A murderer terrorizes the city of Buenos Aires by attacking on the streets on rainy days and always leaving a card with the name "S. López". A local boarding house full of eccentrics appears to house a possible suspect.
Andrés waits at the wrong bus stop, there he meets Lucía who offers to help him search for the correct stop. Together, they take a journey not only through the beautiful and melancholic city of Córdoba at night, but also through their thoughts and ideas about the city, people, music, and life.
Experimental documentary short starring Batato Barea and Peter Pank, filmed in July 1991
A hostage situation gone bad. Jesús, an amateur thief, holds prisoner a group of clients. But nothing is what it seems. Behind the gates of the drugstore the story will unfold in two times. On one side, to the inevitable end: the police will shoot their way inn. And on the other side, to the past, unveiling how Jesús got caught in this situation, where the hostages are not the real victims, but something more sinister. Retracing step by step, reveling the truth, playing with the prejudices and beliefs of the audience on racial hate, social prejudices, and the intolerance. How far are we willing to go to survive?
Remembering his old memories, he will leave a photograph in every place where he was happy.
Sebastian, a man in his thirties, works a series of temporary jobs and embraces love at every opportunity. He transforms, through a series of short encounters, as the world flirts with possible apocalypse.
Tucumán, Argentina, 1965. Three years before George A. Romero's Night of the Living Dead was released, director Ofelio Linares Montt shot Zombies in the Sugar Cane Field, which turned out to be both a horror film and a political statement. It was a success in the US, but could not be shown in Argentina due to Juan Carlos Onganía's dictatorship, and was eventually lost. Writer and researcher Luciano Saracino embarks on the search for the origins of this cursed work.
Based on a discursive analysis of historical right-wing forces in Argentina and around the world, the objective is to situate the current Argentine government in the context of a resurgence of reactionary thinking, as well as to warn of the country's potential direction.
On the anniversary of their mother's death, brothers Enzo and Franco find a box with many old photographs. As one of the brothers is blind, the other will tell him what is in the photographs.
Buenos Aires, 1994. Memé Tizou is a famous vedette whose name shines brightly on the marquee of Corrientes Avenue, at least until the show’s producer, Armando, announces the decision to hire a younger woman. This decision leaves Memé confronted with a challenging question: what is she capable of doing to prove her place belongs on stage?
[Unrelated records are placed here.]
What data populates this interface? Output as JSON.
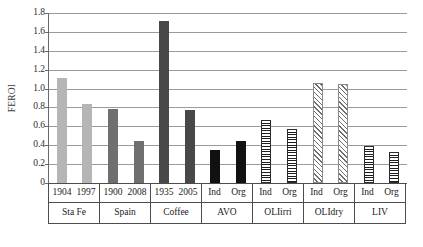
{
  "chart_data": {
    "type": "bar",
    "title": "",
    "xlabel": "",
    "ylabel": "FEROI",
    "ylim": [
      0,
      1.8
    ],
    "grid": true,
    "legend": "none",
    "yticks": [
      "0",
      "0.2",
      "0.4",
      "0.6",
      "0.8",
      "1.0",
      "1.2",
      "1.4",
      "1.6",
      "1.8"
    ],
    "ytick_values": [
      0,
      0.2,
      0.4,
      0.6,
      0.8,
      1.0,
      1.2,
      1.4,
      1.6,
      1.8
    ],
    "groups": [
      {
        "group_label": "Sta Fe",
        "style": "fill-light",
        "bars": [
          {
            "label": "1904",
            "value": 1.11
          },
          {
            "label": "1997",
            "value": 0.84
          }
        ]
      },
      {
        "group_label": "Spain",
        "style": "fill-medium",
        "bars": [
          {
            "label": "1900",
            "value": 0.78
          },
          {
            "label": "2008",
            "value": 0.45
          }
        ]
      },
      {
        "group_label": "Coffee",
        "style": "fill-dark",
        "bars": [
          {
            "label": "1935",
            "value": 1.72
          },
          {
            "label": "2005",
            "value": 0.77
          }
        ]
      },
      {
        "group_label": "AVO",
        "style": "fill-black",
        "bars": [
          {
            "label": "Ind",
            "value": 0.35
          },
          {
            "label": "Org",
            "value": 0.44
          }
        ]
      },
      {
        "group_label": "OLIirri",
        "style": "pat-hline",
        "bars": [
          {
            "label": "Ind",
            "value": 0.67
          },
          {
            "label": "Org",
            "value": 0.57
          }
        ]
      },
      {
        "group_label": "OLIdry",
        "style": "pat-diag",
        "bars": [
          {
            "label": "Ind",
            "value": 1.06
          },
          {
            "label": "Org",
            "value": 1.05
          }
        ]
      },
      {
        "group_label": "LIV",
        "style": "pat-grid",
        "bars": [
          {
            "label": "Ind",
            "value": 0.39
          },
          {
            "label": "Org",
            "value": 0.33
          }
        ]
      }
    ],
    "colors": {
      "fill-light": "#b5b5b5",
      "fill-medium": "#6f6f6f",
      "fill-dark": "#484848",
      "fill-black": "#111111",
      "gridline": "#9a9a9a",
      "axis": "#5a5a5a",
      "text": "#1a1a1a"
    }
  }
}
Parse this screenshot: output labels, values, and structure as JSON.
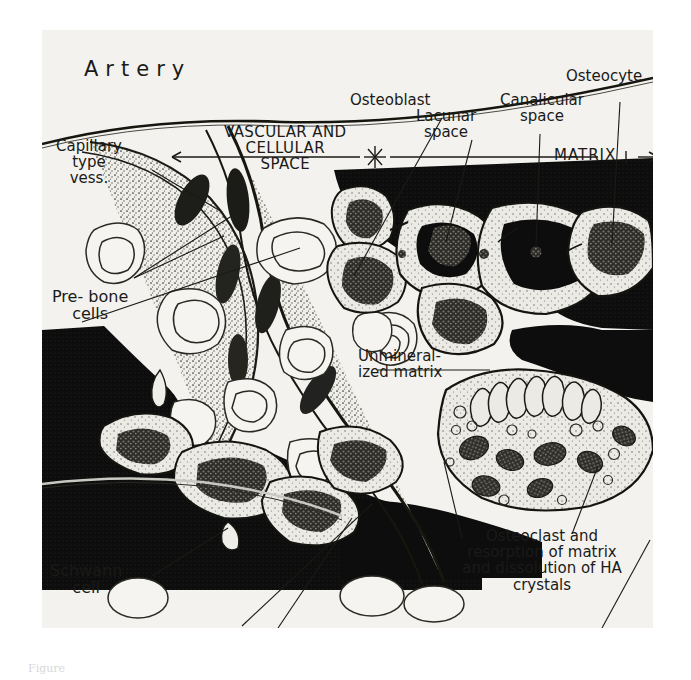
{
  "figure": {
    "type": "scientific-illustration",
    "background_color": "#f3f2ee",
    "ink_color": "#1a1a18",
    "matrix_color": "#0d0d0d",
    "clipped_caption": "Figure"
  },
  "labels": {
    "artery": "Artery",
    "capillary": "Capillary\ntype\nvess.",
    "prebone": "Pre- bone\ncells",
    "vascular_space": "VASCULAR AND\nCELLULAR\nSPACE",
    "osteoblast": "Osteoblast",
    "lacunar": "Lacunar\nspace",
    "canalicular": "Canalicular\nspace",
    "osteocyte": "Osteocyte",
    "matrix": "MATRIX",
    "unmineralized": "Unmineral-\nized matrix",
    "osteoclast": "Osteoclast and\nresorption of matrix\nand dissolution of HA\ncrystals",
    "schwann": "Schwann\ncell"
  },
  "axis": {
    "boundary_marker": "*",
    "left_arrow": "←",
    "right_arrow": "→"
  }
}
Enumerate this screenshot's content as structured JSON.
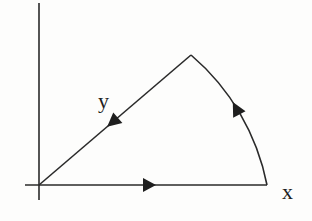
{
  "diagram": {
    "labels": {
      "x_axis": "x",
      "y_axis": "y"
    },
    "colors": {
      "stroke": "#2a2a2a",
      "background": "#fdfdfc"
    },
    "path_segments": [
      {
        "name": "segment-1",
        "type": "line",
        "from": "origin",
        "to": "arc-start",
        "direction": "rightward"
      },
      {
        "name": "segment-2",
        "type": "arc",
        "from": "arc-start",
        "to": "apex",
        "direction": "counterclockwise"
      },
      {
        "name": "segment-3",
        "type": "line",
        "from": "apex",
        "to": "origin",
        "direction": "toward origin"
      }
    ]
  }
}
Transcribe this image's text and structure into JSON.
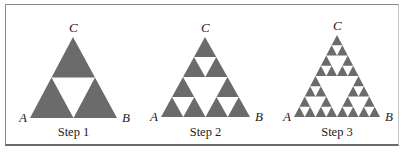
{
  "figure": {
    "fill_color": "#6b6b6b",
    "panels": [
      {
        "step_label": "Step 1",
        "depth": 1,
        "vertices": {
          "A": "A",
          "B": "B",
          "C": "C"
        },
        "apex": [
          73,
          37
        ],
        "left": [
          30,
          118
        ],
        "right": [
          117,
          118
        ]
      },
      {
        "step_label": "Step 2",
        "depth": 2,
        "vertices": {
          "A": "A",
          "B": "B",
          "C": "C"
        },
        "apex": [
          205,
          37
        ],
        "left": [
          161,
          117
        ],
        "right": [
          250,
          117
        ]
      },
      {
        "step_label": "Step 3",
        "depth": 3,
        "vertices": {
          "A": "A",
          "B": "B",
          "C": "C"
        },
        "apex": [
          337,
          35
        ],
        "left": [
          294,
          117
        ],
        "right": [
          380,
          117
        ]
      }
    ]
  }
}
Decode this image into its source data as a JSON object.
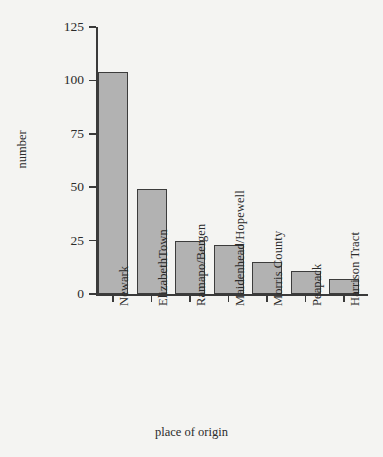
{
  "chart_data": {
    "type": "bar",
    "title": "",
    "xlabel": "place of origin",
    "ylabel": "number",
    "categories": [
      "Newark",
      "ElizabethTown",
      "Ramapo/Bergen",
      "Maidenhead/Hopewell",
      "Morris County",
      "Peapack",
      "Harrison Tract"
    ],
    "values": [
      104,
      49,
      25,
      23,
      15,
      11,
      7
    ],
    "ylim": [
      0,
      125
    ],
    "yticks": [
      0,
      25,
      50,
      75,
      100,
      125
    ],
    "ytick_labels": [
      "0",
      "25",
      "50",
      "75",
      "100",
      "125"
    ],
    "grid": false,
    "legend": false,
    "bar_color": "#b2b2b2",
    "bar_edge_color": "#3c3c3c",
    "axis_color": "#3a3a3a",
    "background_color": "#f4f4f2"
  }
}
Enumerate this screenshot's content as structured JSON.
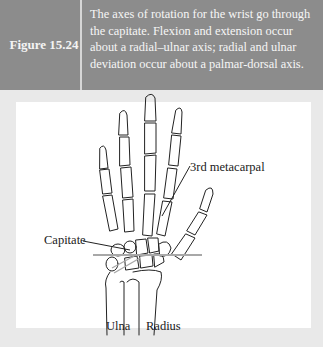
{
  "figure": {
    "number": "Figure 15.24",
    "caption": "The axes of rotation for the wrist go through the capitate. Flexion and extension occur about a radial–ulnar axis; radial and ulnar deviation occur about a palmar-dorsal axis."
  },
  "illustration": {
    "subject": "hand-and-wrist-skeleton-dorsal-view",
    "labels": {
      "metacarpal": "3rd metacarpal",
      "capitate": "Capitate",
      "ulna": "Ulna",
      "radius": "Radius"
    },
    "axis_line_color": "#a8a8a8"
  },
  "colors": {
    "header_bg": "#8c8c8c",
    "frame_bg": "#e9e9e9",
    "panel_bg": "#ffffff",
    "text_light": "#f6f6f6",
    "line": "#222222"
  }
}
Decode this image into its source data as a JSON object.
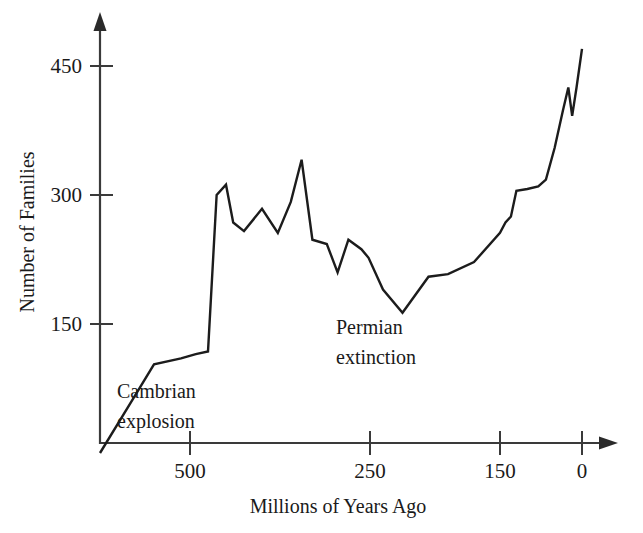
{
  "chart_data": {
    "type": "line",
    "title": "",
    "xlabel": "Millions of Years Ago",
    "ylabel": "Number of Families",
    "xlim": [
      600,
      -15
    ],
    "ylim": [
      0,
      490
    ],
    "x_ticks": [
      500,
      250,
      150,
      0
    ],
    "x_tick_labels": [
      "500",
      "250",
      "150",
      "0"
    ],
    "y_ticks": [
      150,
      300,
      450
    ],
    "y_tick_labels": [
      "150",
      "300",
      "450"
    ],
    "x_axis_direction": "decreasing",
    "grid": false,
    "legend": null,
    "series": [
      {
        "name": "Number of marine animal families",
        "x": [
          600,
          565,
          540,
          510,
          492,
          475,
          463,
          450,
          440,
          425,
          400,
          378,
          360,
          345,
          330,
          310,
          295,
          280,
          262,
          252,
          240,
          225,
          205,
          190,
          170,
          150,
          140,
          130,
          120,
          100,
          80,
          66,
          50,
          35,
          25,
          18,
          10,
          0
        ],
        "y": [
          0,
          60,
          103,
          110,
          115,
          118,
          300,
          312,
          268,
          258,
          284,
          256,
          292,
          341,
          248,
          243,
          210,
          248,
          237,
          227,
          190,
          163,
          205,
          208,
          222,
          256,
          268,
          275,
          305,
          307,
          310,
          318,
          355,
          398,
          425,
          392,
          425,
          470
        ]
      }
    ],
    "annotations": [
      {
        "text_line1": "Cambrian",
        "text_line2": "explosion",
        "x_myr": 530,
        "y_value": 78
      },
      {
        "text_line1": "Permian",
        "text_line2": "extinction",
        "x_myr": 232,
        "y_value": 128
      }
    ]
  },
  "axis": {
    "y_label": "Number of Families",
    "y_ticks": [
      "450",
      "300",
      "150"
    ],
    "x_label": "Millions of Years Ago",
    "x_ticks": [
      "500",
      "250",
      "150",
      "0"
    ]
  },
  "annotations": {
    "cambrian_line1": "Cambrian",
    "cambrian_line2": "explosion",
    "permian_line1": "Permian",
    "permian_line2": "extinction"
  },
  "colors": {
    "background": "#ffffff",
    "line": "#1c1c1c",
    "axis": "#3a3a3a",
    "text": "#1a1a1a"
  }
}
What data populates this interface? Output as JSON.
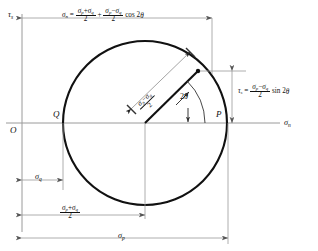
{
  "figure": {
    "type": "mohrs-circle-diagram",
    "title_implicit": "Mohr's circle for plane stress",
    "axes": {
      "horizontal_label": "σ",
      "horizontal_label_sub": "n",
      "vertical_label": "τ",
      "vertical_label_sub": "s",
      "origin_label": "O"
    },
    "points": {
      "left_label": "Q",
      "right_label": "P"
    },
    "angle_label": {
      "value": "2",
      "symbol": "θ"
    },
    "equations": {
      "sigma_n": {
        "lhs": "σ",
        "lhs_sub": "n",
        "eq": "=",
        "term1_num": "σ",
        "term1_num_sub_a": "p",
        "term1_num_plus": "+",
        "term1_num_b": "σ",
        "term1_num_sub_b": "q",
        "term1_den": "2",
        "plus": "+",
        "term2_num_a": "σ",
        "term2_num_sub_a": "p",
        "term2_num_minus": "−",
        "term2_num_b": "σ",
        "term2_num_sub_b": "q",
        "term2_den": "2",
        "trig": "cos 2",
        "trig_angle": "θ"
      },
      "tau_s": {
        "lhs": "τ",
        "lhs_sub": "s",
        "eq": "=",
        "num_a": "σ",
        "num_sub_a": "p",
        "num_minus": "−",
        "num_b": "σ",
        "num_sub_b": "q",
        "den": "2",
        "trig": "sin 2",
        "trig_angle": "θ"
      },
      "radius": {
        "num_a": "σ",
        "num_sub_a": "p",
        "num_minus": "−",
        "num_b": "σ",
        "num_sub_b": "q",
        "den": "2"
      }
    },
    "dimensions": {
      "sigma_q": {
        "symbol": "σ",
        "sub": "q"
      },
      "center_avg": {
        "num_a": "σ",
        "num_sub_a": "p",
        "num_plus": "+",
        "num_b": "σ",
        "num_sub_b": "q",
        "den": "2"
      },
      "sigma_p": {
        "symbol": "σ",
        "sub": "p"
      }
    },
    "colors": {
      "ink": "#111111",
      "thin_line": "#8d8d8d",
      "background": "#ffffff"
    },
    "geometry": {
      "circle_center_x": 145,
      "circle_center_y": 123,
      "circle_radius": 82,
      "axis_y": 123,
      "origin_x": 22,
      "point_on_circle_x": 197,
      "point_on_circle_y": 72
    }
  }
}
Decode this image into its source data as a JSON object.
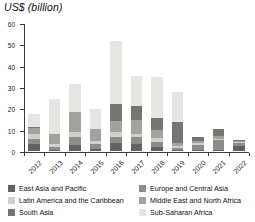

Under the relentless sun, a killer stalks through the mountains, where the innocence of a young couple becomes prey. With no shadows to hide their fate, the hunt is a macabre game in broad daylight, where fear is not hidden in the darkness, but burns with the rawness of the unperturbed noon.
Deep in the forest a group of five friends wander around like a lion herd. Lost in their word games, they play and seduce each other while going back and forth into adulthood territory, in a desperate search to avoid their already written story.
Out of work, Diego has only one goal: to return to live in the Capital no matter the cost. After leaving his family in Delta del Tigre, he becomes an obsessive salesman inside a building's showroom: a perfect model that will lead him to experience absurd situations on the verge of madness.
Ceremonia secreta
It is the story of Eleanor, a good housewife who lives with her husband, Fernando, and their two children. Deeply loves her husband and does not question the reciprocity of love and fidelity. One day, circumstantially, discovers her husband is cheating. Leonor emotionally feels betrayed and realizes that his world, based on a lie, has collapsed like a house of cards. With more fear than conviction, leaving the house, leaving little signs with instructions for their march and trust their children to the care of her husband.
In the 1920s Horacio Coppola studied modern languages, photography and film, set up the first cinema club in Buenos Aires, and travelled to Italy, France, Spain and Germany, where he trained with the Bauhaus photographer Walter Peterhans. After visiting Vienna, Budapest and Prague, still hotbeds of secessionist art, Coppola returned to Berlin and made the experimental film Traum (Dream, 1933) with the theatre director Walter Auerbach, a nice short influenced by the French & German surrealists.
This documentary is a portrait made in Mexico by a group of Argentine exiles, directed by the painter Nicolás Amoroso.
SANTA FE ROCK
For many years, Buenos Aires, Argentina, was one of the best places in the world for a film buff; but from the mid-sixties onwards, successive authoritarian governments shaped the will of the spectators, dictating what could be seen and what could not, so that the true cinema lovers, in their desire to watch films, had no choice but to embark on the most extraordinary and strange adventures.
Paloma is a young adult who finds herself living in automatic mode, following every imposed social norm, already working in an office and living alone in a studio apartment. Her daily life passes fleetingly and with little taste, until one night, after a long day of work, she receives an email titled FOR MY FUTURE SELF, which prompts her to change her life.